» YOUR OBJECTIVE: Extract the lines beginning at the one that holds "Locate an element on the screen. This" and ending at the final line of the material below, keeping them exact and leaving out all pictures.

» RECORDS SUPPLIED:
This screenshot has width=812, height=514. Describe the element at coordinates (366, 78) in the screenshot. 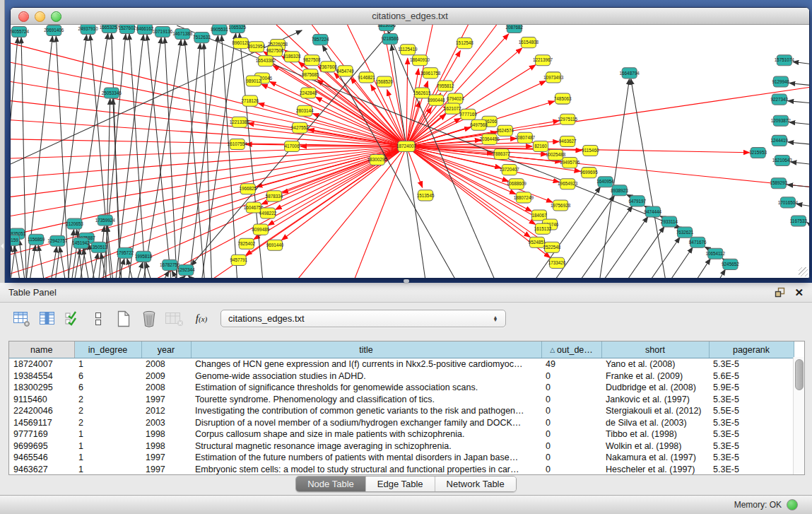

I see `network-node-yellow: 9146821` at that location.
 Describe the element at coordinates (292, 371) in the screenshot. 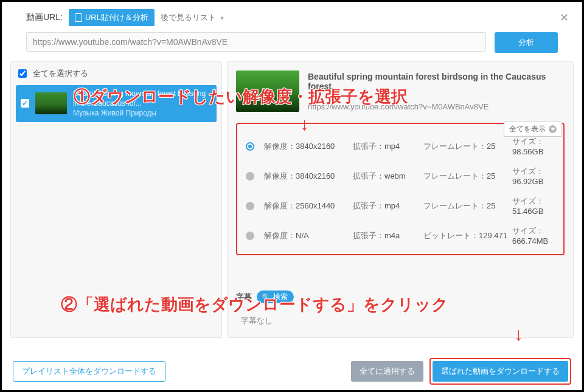

I see `bottom-bar: プレイリスト全体をダウンロードする 全てに適用する 選ばれた動画をダウンロードす…` at that location.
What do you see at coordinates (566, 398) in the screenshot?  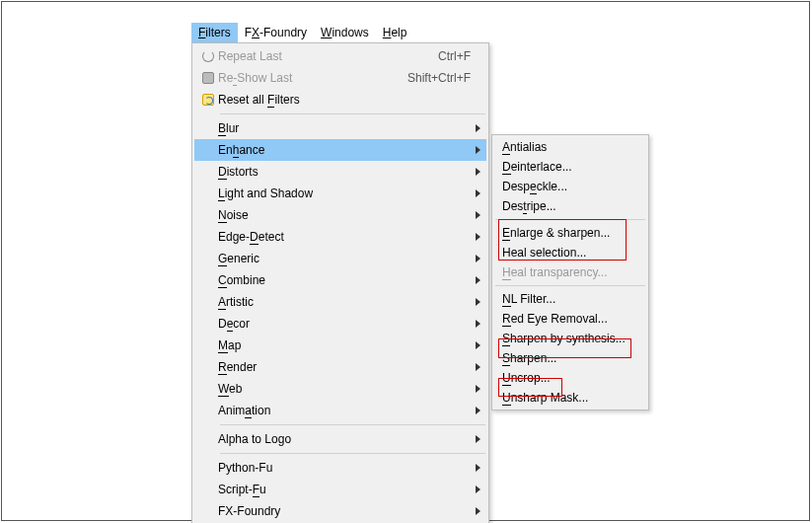 I see `menu-item-label: Unsharp Mask...` at bounding box center [566, 398].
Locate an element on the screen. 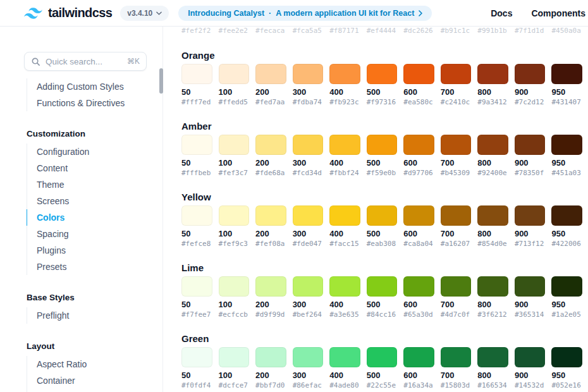  palette-orange: Orange 50 #fff7ed 100 #ffedd5 200 #fed7a… is located at coordinates (382, 78).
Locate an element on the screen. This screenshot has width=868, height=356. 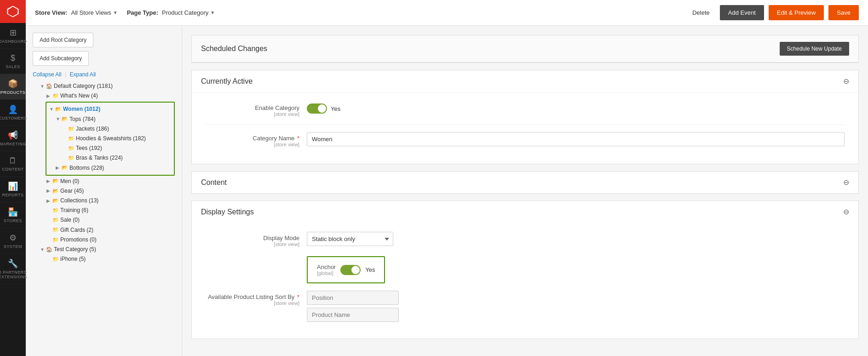
sidebar-item-marketing: 📢 MARKETING is located at coordinates (13, 138).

» THE COMPLETED TASK:
Locate an element on the screen. This screenshot has width=868, height=356. 
sidebar-item-marketing: 📢 MARKETING is located at coordinates (13, 138).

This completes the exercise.